Basic Docker Run Command
Learn the fundamentals of the docker run command. Understand how Docker creates and starts a container from an image, including the default behavior and essential flags.
Detailed Explanation
The Foundation of Docker Containers
The docker run command is the most fundamental Docker command. It creates a new container from a specified image and starts it. At its simplest, the command takes just an image name:
docker run ubuntu
This pulls the ubuntu image (if not already cached locally), creates a new container from it, and runs the default command specified in the image's CMD or ENTRYPOINT instruction.
What Happens Behind the Scenes
When you execute docker run, Docker performs several steps in sequence:
- Image lookup: Docker checks the local image cache. If the image is not found, it pulls from Docker Hub (or a configured registry).
- Container creation: A new read-write filesystem layer is created on top of the image's read-only layers.
- Network setup: Docker assigns the container a virtual network interface and an IP address on the default bridge network.
- Process execution: The container's main process (PID 1) starts. This is either the image's default
CMDor a command you specify.
Overriding the Default Command
You can append a custom command after the image name:
docker run ubuntu echo "Hello from container"
This replaces the image's default command with echo "Hello from container". The container runs the command, prints the output, and exits.
Interactive Mode
For an interactive shell session, combine the -i (interactive) and -t (pseudo-TTY) flags:
docker run -it ubuntu bash
This gives you a bash prompt inside the container. Without -it, the shell would exit immediately because it has no input stream attached.
Key Points for Beginners
- Each
docker runcreates a new container. It does not reuse existing containers. - When the main process exits, the container stops but is not removed (use
--rmto auto-remove). - Container names are auto-generated unless you specify one with
--name. - The container's filesystem is ephemeral by default; changes are lost when the container is removed.
Use Case
Running a quick one-off command in a clean Linux environment, such as testing a script or verifying package installations, without affecting your host system.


**EXERCISE GOAL**
Leaving out every picture, quote the data below exactly as it appears.

**RECORD EXCERPTS**
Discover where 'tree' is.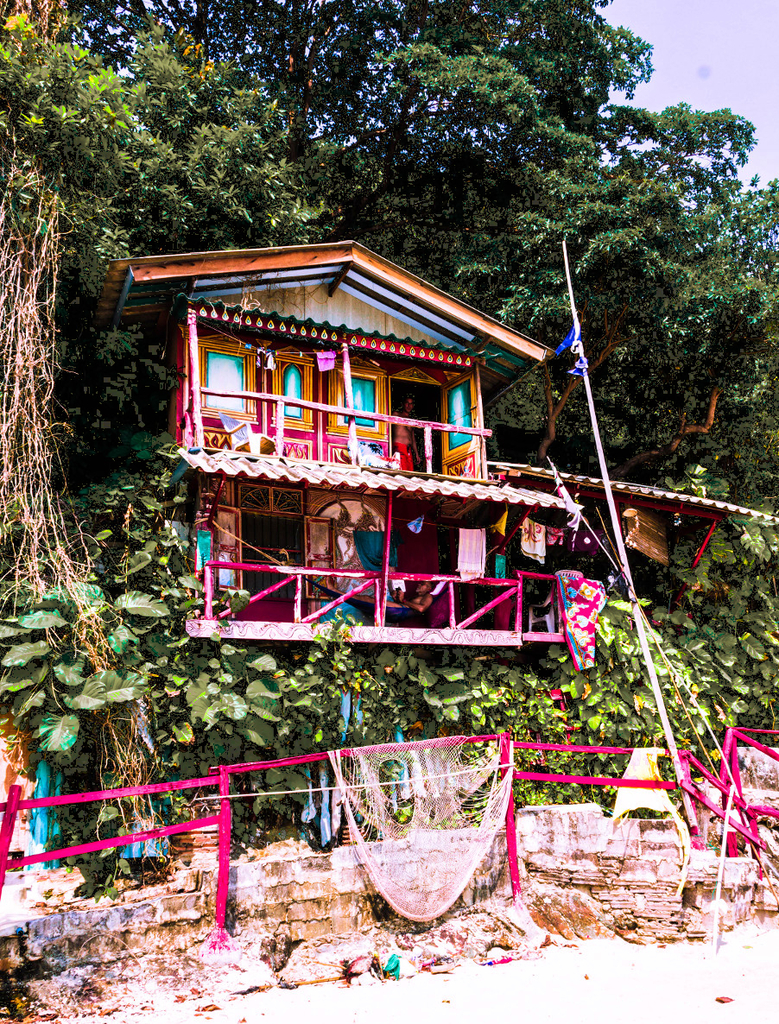
Discovered at region(525, 85, 778, 511).
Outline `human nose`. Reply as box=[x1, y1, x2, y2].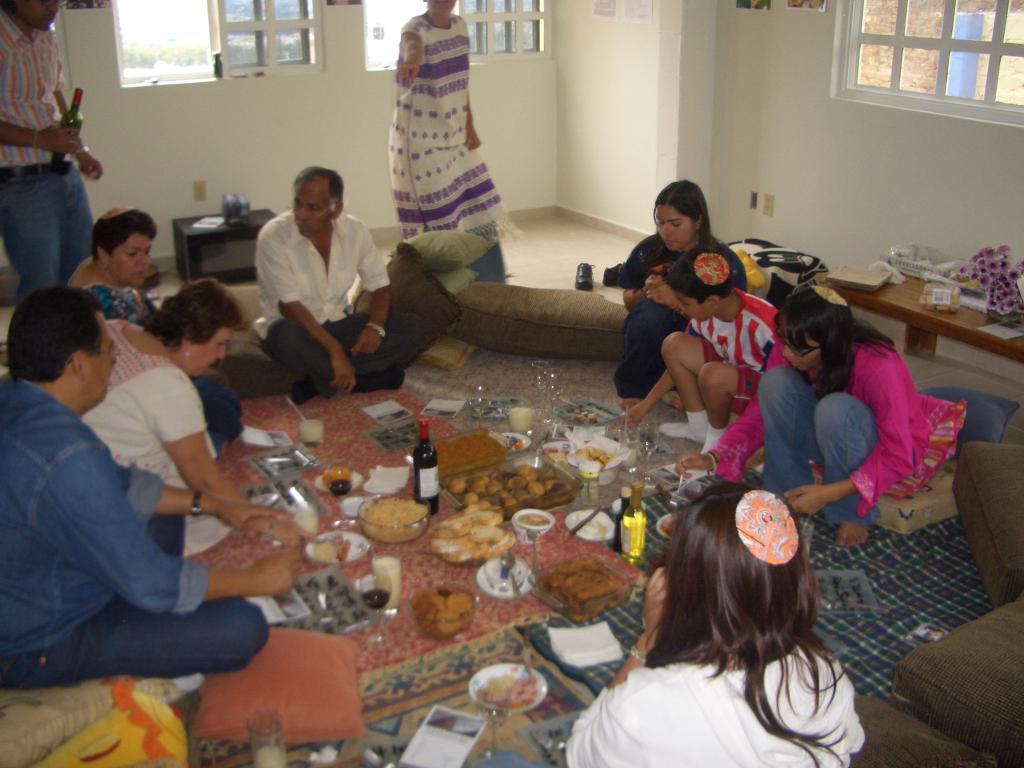
box=[783, 341, 795, 356].
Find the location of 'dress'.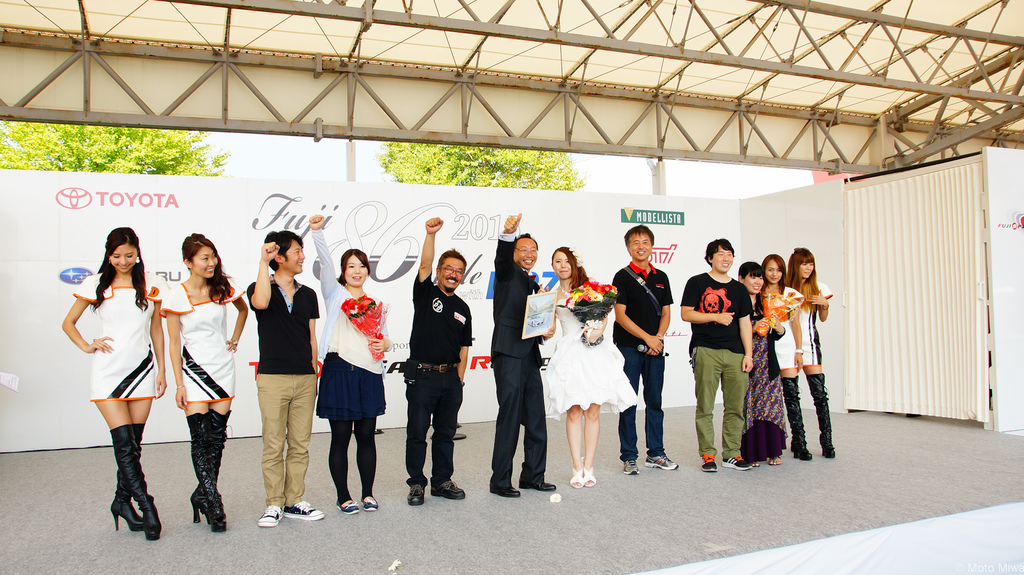
Location: 738,299,794,467.
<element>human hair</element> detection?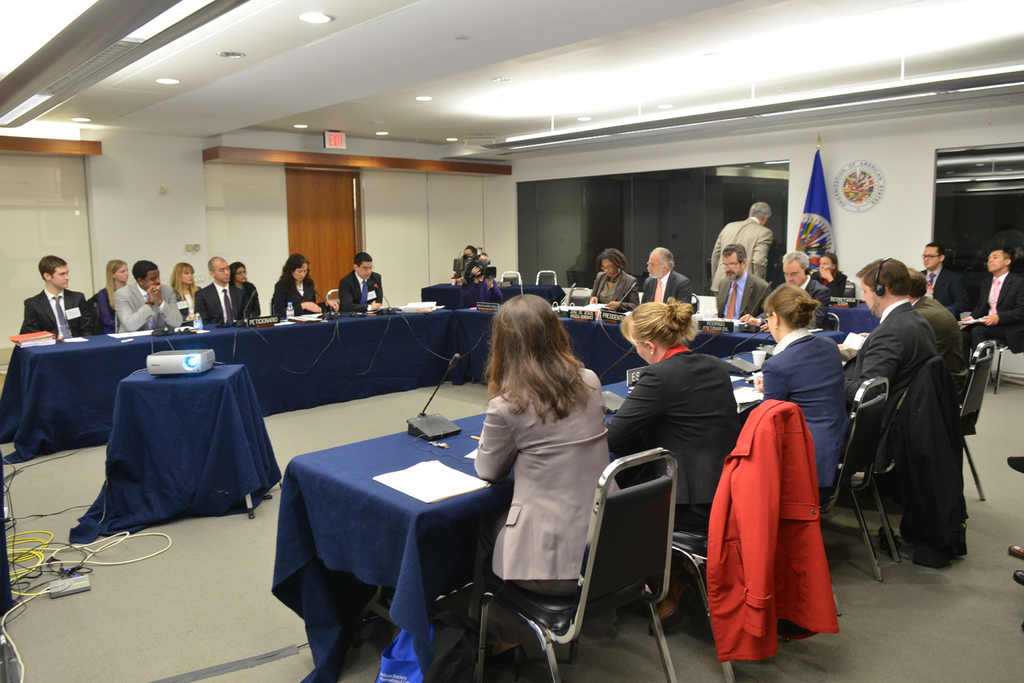
<box>104,258,126,306</box>
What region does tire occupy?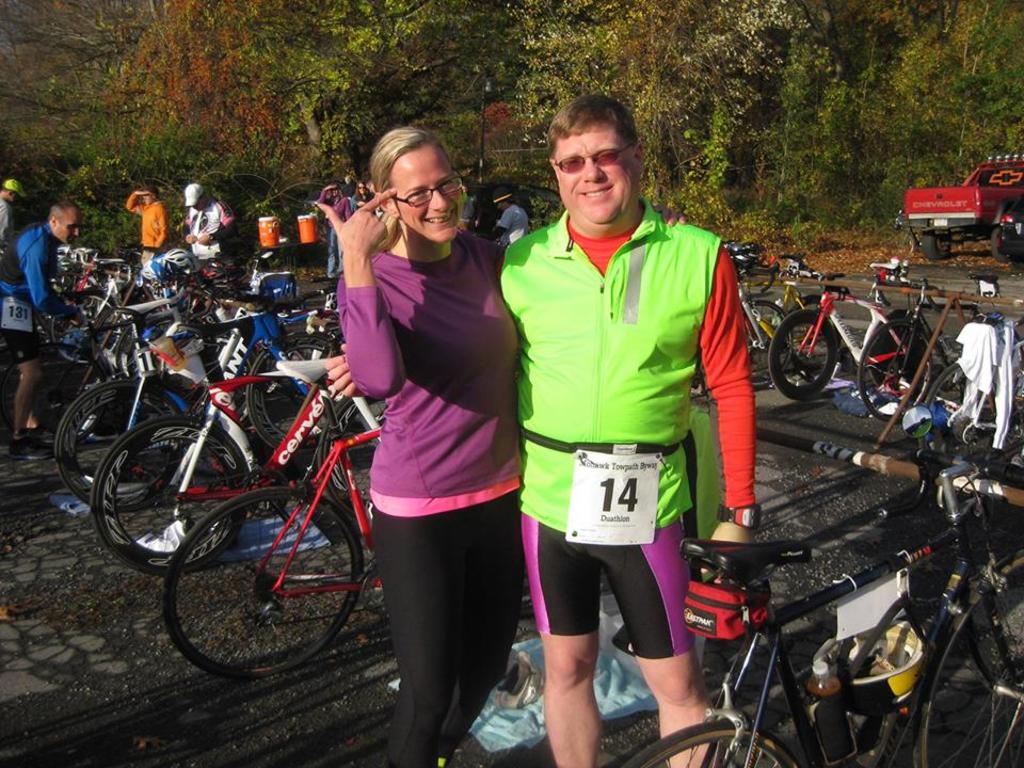
BBox(790, 293, 822, 335).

**THE COMPLETED TASK**
Discover where 'tree' is.
Discovered at region(525, 85, 778, 511).
Outline `human nose`. Reply as box=[x1, y1, x2, y2].
box=[783, 341, 795, 356].
Find the location of 'dress'.
Location: 738,299,794,467.
<element>human hair</element> detection?
<box>104,258,126,306</box>
What region does tire occupy?
BBox(790, 293, 822, 335).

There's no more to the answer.